Week 1: structure and registration
Decide sole trader or limited company
Sole trader: simpler, cheaper to start, taxed at your normal income tax rates. Limited company: more setup, more paperwork, but better tax efficiency above roughly £30-40k profit and better credibility for B2B clients. Most professional freelancers (consulting, development, design, finance) operate as limited companies; most starting freelancers begin as sole traders.
Register with HMRC or Companies House
Sole trader: register for Self Assessment on the HMRC website. You’ll get a Unique Taxpayer Reference (UTR) in the post within 10 working days. Limited company: incorporate at Companies House (online, £50, usually under 24 hours). HMRC is notified automatically; you’ll receive your corporation tax UTR by post.
Week 2: banking and accounting
Open a business bank account
For limited companies, this is legally required (you can’t legitimately commingle company and personal money). For sole traders, it’s strongly recommended. Challenger banks (Tide, Starling Business, Monzo Business) open accounts in 1-3 days online; high-street banks take 1-2 weeks. Most charge £5-£10 per month for the basic tier.
Choose and onboard an accountant
Specialist freelance/contractor accountants charge £80-£150 per month and bundle everything: annual accounts, corporation tax (limited company), Self Assessment (sole trader), payroll (if you pay yourself a salary), VAT returns (once registered), and Companies House confirmation statements. Onboarding usually takes a week of email back-and-forth.
Week 3: tools and templates
Accounting software
FreeAgent, Xero, and QuickBooks are the three main UK options. Most freelance accountants bundle FreeAgent free with their service. The software handles invoicing, expenses, mileage, time tracking, and tax estimates. Set up your bank feed so transactions import automatically.
Invoice and contract templates
Build a basic invoice template in your accounting software (logo, your business details, client details, line items, payment terms, bank details). For contracts, IPSE has free templates for members; the Law Society has templates for general use. Tailor a contract template once for your typical work; reuse it.
Domain and basic website
A simple one-page website with your services, contact details, and a brief about-you is enough for the first year. Cost: £10-£20 for the domain, free hosting via Netlify or Cloudflare Pages, content built in any modern static-site tool. Don’t over-invest in this initially; revisit when revenue is clear.
Week 4: first invoice and insurance
Raise the first invoice
The first invoice is a small moment but a real one. Standard UK terms are 30 days from invoice date; some clients pay faster, some slower. Always include your bank details, the payment due date, your invoice number, the work delivered, and (if VAT registered) your VAT number and the VAT amount.
Basic insurance
Public liability insurance (£100-£300 per year, covers third-party injury or property damage) is standard. Professional indemnity insurance (£150-£500 per year, covers negligence claims for advice or work product) is essential for any advisory or technical work. Some clients require you to evidence both before signing contracts. Buy through any UK business insurance broker.
Things to defer past month 1
- VAT registration (only required at £90,000 turnover)
- Employees or subcontractors (start solo, hire when revenue justifies it)
- Office space (work from home in year 1 unless there’s a specific reason)
- Major brand investment (logo, website redesign, etc.) until you know what you’re building
- Pension setup beyond the basics (set a SIPP up in month 3-6)
Related
- Going freelance after employment
- Setting up a limited company after leaving work
- Becoming a contractor after redundancy
- Self-employment after leaving a job
- Handover plan generator
Frequently asked questions
- What do I need to do in my first month as a freelancer?
- Six things: decide on sole trader vs limited company structure; register with HMRC or Companies House; open a business bank account; choose an accountant; raise your first invoice; arrange basic insurance. Each takes hours, not days. Within a month all of these should be done.
- Do I need an accountant as a freelancer?
- Sole traders below £50,000 of revenue can usually self-serve with accounting software. Limited companies almost always need an accountant because of the multiple filing requirements (annual accounts, corporation tax, payroll, confirmation statement, VAT if registered). Specialist freelance accountants charge £80-£150 per month and bundle the lot.
- How do I find my first freelance client?
- Most first clients come from existing network: ex-colleagues at new companies, former managers, professional contacts who remember your work. A short note explaining you've gone freelance and what you offer, sent to 20-30 specific people, usually produces leads within 2-4 weeks. Job-board freelance work and pitching cold are lower-yield channels.
- Do I need a contract for freelance work?
- Yes, even for small jobs. A simple contract covers scope, payment terms, deliverables, copyright/IP, confidentiality, and termination. Templates are available free from the Law Society, IPSE, and several legal-tech sites. Tailor a template to your needs once and use it for every project.
General information about freelance setup. For tax, insurance and legal questions specific to your circumstances, contact an accountant, broker or solicitor.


EXERCISE INSTRUCTIONS => Your task is to write out every line of the data exactly. Drop the pictures.

RECORDS FOR THIS EXERCISE =>
Start of Block

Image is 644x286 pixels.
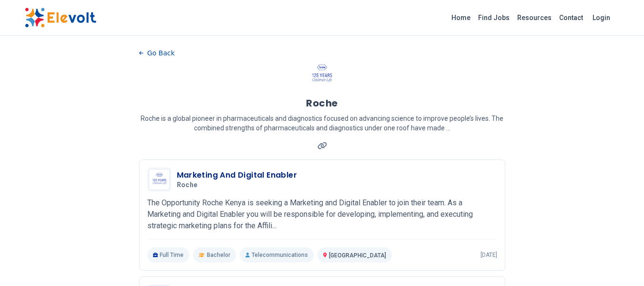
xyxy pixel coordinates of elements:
[481,251,497,259] p: [DATE]
[475,10,514,25] a: Find Jobs
[177,170,298,181] h3: Marketing And Digital Enabler
[147,247,190,263] p: Full Time
[139,46,175,60] button: Go Back
[555,10,587,25] a: Contact
[329,252,386,259] span: [GEOGRAPHIC_DATA]
[149,170,169,189] img: Roche
[25,8,96,27] img: Elevolt
[514,10,555,25] a: Resources
[240,247,314,263] p: Telecommunications
[308,60,336,89] img: Roche
[177,181,198,189] span: Roche
[147,168,497,263] a: RocheMarketing And Digital EnablerRocheThe Opportunity Roche Kenya is seeking a Marketing and Dig...
[207,251,230,259] span: Bachelor
[587,8,616,27] a: Login
[448,10,475,25] a: Home
[139,113,506,133] p: Roche is a global pioneer in pharmaceuticals and diagnostics focused on advancing science to impr...
[147,197,497,232] p: The Opportunity Roche Kenya is seeking a Marketing and Digital Enabler to join their team. As a M...
[306,97,338,110] h1: Roche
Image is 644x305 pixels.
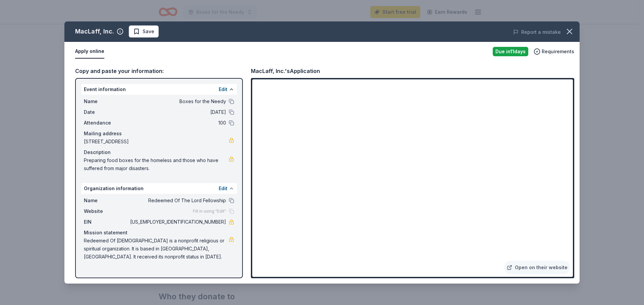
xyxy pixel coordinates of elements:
div: Organization information [81,183,237,194]
span: Redeemed Of [DEMOGRAPHIC_DATA] is a nonprofit religious or spiritual organization. It is based in... [84,237,228,261]
span: Save [142,27,154,36]
span: 100 [129,119,226,127]
div: MacLaff, Inc.'s Application [251,67,320,76]
span: [STREET_ADDRESS] [84,137,228,146]
button: Apply online [75,45,104,59]
span: Fill in using "Edit" [193,209,226,214]
span: Name [84,97,129,105]
div: Mailing address [84,130,234,137]
button: Requirements [534,48,574,56]
span: Requirements [542,48,574,56]
button: Edit [219,185,227,192]
a: Open on their website [504,261,570,274]
button: Report a mistake [513,28,560,36]
span: Name [84,197,129,205]
span: Attendance [84,119,129,127]
span: Redeemed Of The Lord Fellowship [129,197,226,205]
span: Website [84,208,129,215]
span: EIN [84,218,129,226]
div: Mission statement [84,229,234,237]
div: Event information [81,84,237,95]
button: Edit [219,85,227,93]
span: Boxes for the Needy [129,97,226,105]
div: Copy and paste your information: [75,67,243,76]
span: [DATE] [129,108,226,116]
div: Description [84,148,234,156]
button: Save [129,25,159,38]
span: Preparing food boxes for the homeless and those who have suffered from major disasters. [84,156,228,172]
span: [US_EMPLOYER_IDENTIFICATION_NUMBER] [129,218,226,226]
span: Date [84,108,129,116]
div: MacLaff, Inc. [75,26,114,37]
div: Due in 11 days [493,47,528,56]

End of Block

EXERCISE RESULT =>
Image is 644x286 pixels.
xyxy pixel coordinates of elements:
[481,251,497,259] p: [DATE]
[475,10,514,25] a: Find Jobs
[177,170,298,181] h3: Marketing And Digital Enabler
[147,247,190,263] p: Full Time
[139,46,175,60] button: Go Back
[555,10,587,25] a: Contact
[329,252,386,259] span: [GEOGRAPHIC_DATA]
[149,170,169,189] img: Roche
[25,8,96,27] img: Elevolt
[514,10,555,25] a: Resources
[240,247,314,263] p: Telecommunications
[308,60,336,89] img: Roche
[177,181,198,189] span: Roche
[147,168,497,263] a: RocheMarketing And Digital EnablerRocheThe Opportunity Roche Kenya is seeking a Marketing and Dig...
[207,251,230,259] span: Bachelor
[587,8,616,27] a: Login
[448,10,475,25] a: Home
[139,113,506,133] p: Roche is a global pioneer in pharmaceuticals and diagnostics focused on advancing science to impr...
[147,197,497,232] p: The Opportunity Roche Kenya is seeking a Marketing and Digital Enabler to join their team. As a M...
[306,97,338,110] h1: Roche
Image is 644x305 pixels.
xyxy pixel coordinates of elements:
div: Organization information [81,183,237,194]
span: Redeemed Of [DEMOGRAPHIC_DATA] is a nonprofit religious or spiritual organization. It is based in... [84,237,228,261]
span: Save [142,27,154,36]
span: 100 [129,119,226,127]
div: MacLaff, Inc.'s Application [251,67,320,76]
span: [STREET_ADDRESS] [84,137,228,146]
button: Apply online [75,45,104,59]
span: Fill in using "Edit" [193,209,226,214]
span: Name [84,97,129,105]
div: Mailing address [84,130,234,137]
button: Requirements [534,48,574,56]
span: Requirements [542,48,574,56]
button: Edit [219,185,227,192]
a: Open on their website [504,261,570,274]
button: Report a mistake [513,28,560,36]
span: Name [84,197,129,205]
span: Attendance [84,119,129,127]
span: Redeemed Of The Lord Fellowship [129,197,226,205]
span: Website [84,208,129,215]
span: EIN [84,218,129,226]
div: Mission statement [84,229,234,237]
div: Event information [81,84,237,95]
button: Edit [219,85,227,93]
span: Boxes for the Needy [129,97,226,105]
div: Copy and paste your information: [75,67,243,76]
span: [DATE] [129,108,226,116]
div: Description [84,148,234,156]
button: Save [129,25,159,38]
span: Preparing food boxes for the homeless and those who have suffered from major disasters. [84,156,228,172]
span: [US_EMPLOYER_IDENTIFICATION_NUMBER] [129,218,226,226]
span: Date [84,108,129,116]
div: MacLaff, Inc. [75,26,114,37]
div: Due in 11 days [493,47,528,56]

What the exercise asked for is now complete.